In Ethiopia, war crimes have continued unabated almost a year after a ceasefire was agreed between the country’s Government and forces from the northern Tigray region, UN-appointed independent rights experts said on Monday.
In Ethiopia, war crimes have continued unabated almost a year after a ceasefire was agreed between the country’s Government and forces from the northern Tigray region, UN-appointed independent rights experts said on Monday.
@tallwookie maybe. The war in Tigray has many genocidal elements, including a man-made famine caused by destruction of crops, equipment, and water infrastructure.
So if the UN doesn't do something, Abiy might be able to accomplish genocide in a shorter timeframe than that.
I would rather word that as "a *second* genocide".
Deliberately killing 10% of the Tigrayan population from Nov 2020 to Nov 2022, by: systematically executing males of teenage age and above, massive systematic sexual violence, looting of most food/agricultural/industrial resources and holding a very tight siege is argued by several researchers as showing intent [1][2]. Clearly that was the #TigrayGenocide .
The report itself ([3], point 72) finds #CrimesAgainstHumanity (by ENDF + EDF + Amhara/Afar Special Forces + 'fano'), not #Genocide.

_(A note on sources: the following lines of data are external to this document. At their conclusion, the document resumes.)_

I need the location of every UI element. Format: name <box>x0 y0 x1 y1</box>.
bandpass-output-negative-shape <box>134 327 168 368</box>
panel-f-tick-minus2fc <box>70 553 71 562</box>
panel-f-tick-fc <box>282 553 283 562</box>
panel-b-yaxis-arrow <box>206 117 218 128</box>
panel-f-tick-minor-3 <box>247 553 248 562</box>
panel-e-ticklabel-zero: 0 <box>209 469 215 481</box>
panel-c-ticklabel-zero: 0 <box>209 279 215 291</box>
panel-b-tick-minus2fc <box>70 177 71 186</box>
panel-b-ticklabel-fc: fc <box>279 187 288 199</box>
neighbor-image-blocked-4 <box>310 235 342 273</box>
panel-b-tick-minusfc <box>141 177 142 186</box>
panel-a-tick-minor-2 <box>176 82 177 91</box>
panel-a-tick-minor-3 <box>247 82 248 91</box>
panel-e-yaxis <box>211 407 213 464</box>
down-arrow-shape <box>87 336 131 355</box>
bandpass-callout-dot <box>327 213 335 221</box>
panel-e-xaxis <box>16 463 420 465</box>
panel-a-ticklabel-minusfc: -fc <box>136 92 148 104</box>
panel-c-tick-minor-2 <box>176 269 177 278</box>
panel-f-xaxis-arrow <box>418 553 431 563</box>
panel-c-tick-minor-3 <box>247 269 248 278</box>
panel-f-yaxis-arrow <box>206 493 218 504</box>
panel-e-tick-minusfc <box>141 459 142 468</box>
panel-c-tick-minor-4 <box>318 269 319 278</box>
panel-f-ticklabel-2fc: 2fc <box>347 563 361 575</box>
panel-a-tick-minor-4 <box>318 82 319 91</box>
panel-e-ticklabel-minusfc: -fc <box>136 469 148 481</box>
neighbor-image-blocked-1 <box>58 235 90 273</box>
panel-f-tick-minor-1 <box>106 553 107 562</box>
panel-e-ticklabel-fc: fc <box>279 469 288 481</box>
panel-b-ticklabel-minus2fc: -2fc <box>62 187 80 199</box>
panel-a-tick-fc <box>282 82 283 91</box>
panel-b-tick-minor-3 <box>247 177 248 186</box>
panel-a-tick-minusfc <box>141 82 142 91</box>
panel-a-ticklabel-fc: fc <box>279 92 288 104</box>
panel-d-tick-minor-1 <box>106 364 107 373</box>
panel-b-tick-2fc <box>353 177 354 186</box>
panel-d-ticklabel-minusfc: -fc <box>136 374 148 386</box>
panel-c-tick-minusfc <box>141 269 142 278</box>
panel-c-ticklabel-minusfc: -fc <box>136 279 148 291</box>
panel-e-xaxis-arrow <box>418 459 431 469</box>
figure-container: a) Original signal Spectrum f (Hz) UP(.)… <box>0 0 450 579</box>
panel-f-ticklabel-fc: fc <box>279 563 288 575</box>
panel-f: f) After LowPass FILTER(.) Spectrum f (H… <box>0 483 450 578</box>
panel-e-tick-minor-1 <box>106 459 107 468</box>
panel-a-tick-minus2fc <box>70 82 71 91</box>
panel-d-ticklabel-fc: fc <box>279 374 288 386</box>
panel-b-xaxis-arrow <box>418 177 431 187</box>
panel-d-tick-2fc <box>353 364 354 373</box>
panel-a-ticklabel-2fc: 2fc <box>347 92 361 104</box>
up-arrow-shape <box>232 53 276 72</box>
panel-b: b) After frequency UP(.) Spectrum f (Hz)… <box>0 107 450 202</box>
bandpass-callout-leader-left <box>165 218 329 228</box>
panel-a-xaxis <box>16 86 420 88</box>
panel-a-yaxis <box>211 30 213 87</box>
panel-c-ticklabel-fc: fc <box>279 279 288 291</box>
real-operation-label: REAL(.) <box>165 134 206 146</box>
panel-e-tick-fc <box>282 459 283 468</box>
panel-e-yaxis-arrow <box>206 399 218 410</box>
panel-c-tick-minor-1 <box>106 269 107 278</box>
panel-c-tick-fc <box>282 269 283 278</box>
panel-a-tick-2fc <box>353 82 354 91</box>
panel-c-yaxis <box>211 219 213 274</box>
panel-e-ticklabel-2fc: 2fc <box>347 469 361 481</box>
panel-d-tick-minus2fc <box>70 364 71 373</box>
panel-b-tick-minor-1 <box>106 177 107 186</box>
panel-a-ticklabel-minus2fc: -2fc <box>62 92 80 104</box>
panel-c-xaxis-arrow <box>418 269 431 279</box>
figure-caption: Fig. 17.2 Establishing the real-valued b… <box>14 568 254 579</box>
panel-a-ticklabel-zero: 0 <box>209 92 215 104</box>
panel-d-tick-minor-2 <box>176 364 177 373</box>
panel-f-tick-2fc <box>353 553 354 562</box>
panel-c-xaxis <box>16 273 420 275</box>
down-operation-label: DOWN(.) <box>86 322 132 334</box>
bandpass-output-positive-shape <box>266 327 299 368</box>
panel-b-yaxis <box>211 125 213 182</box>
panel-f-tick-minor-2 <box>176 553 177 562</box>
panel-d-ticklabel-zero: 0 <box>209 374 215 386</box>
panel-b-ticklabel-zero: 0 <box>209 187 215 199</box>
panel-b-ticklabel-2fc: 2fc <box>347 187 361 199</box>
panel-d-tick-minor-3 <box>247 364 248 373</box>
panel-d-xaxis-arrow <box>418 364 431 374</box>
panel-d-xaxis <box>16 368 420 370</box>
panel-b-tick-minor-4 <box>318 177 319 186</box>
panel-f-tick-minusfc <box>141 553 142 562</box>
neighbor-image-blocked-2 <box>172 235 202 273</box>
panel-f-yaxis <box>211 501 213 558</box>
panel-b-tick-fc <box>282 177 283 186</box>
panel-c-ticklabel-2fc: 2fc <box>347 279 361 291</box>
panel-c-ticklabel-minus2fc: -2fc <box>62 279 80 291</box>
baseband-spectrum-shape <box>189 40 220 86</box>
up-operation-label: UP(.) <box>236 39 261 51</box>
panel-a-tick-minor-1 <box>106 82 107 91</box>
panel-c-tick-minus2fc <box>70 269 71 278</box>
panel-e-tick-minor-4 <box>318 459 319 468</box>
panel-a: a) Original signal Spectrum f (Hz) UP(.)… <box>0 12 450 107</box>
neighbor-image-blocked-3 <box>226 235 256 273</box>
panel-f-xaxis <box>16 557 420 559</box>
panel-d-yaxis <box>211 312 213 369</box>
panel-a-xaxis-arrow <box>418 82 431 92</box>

Tigrayan forces committed #WarCrimes (not crimes against humanity) (point 71).
@tallwookie No, a "UN invasion" would solve nothing. The question for rich-country outsiders is which local/regional/continental groups/institutions should be supported. African civil society has plenty of ideas and is very active.
@boud Thanks for pointing out that distinction about the report. From what I have seen over the last few years from credible NGO reports, eyewitness testimony, video footage etc I am pretty sure it is a genocide.
I also agree with you that this is something I'd like to see tackled by AU or similar as a first option.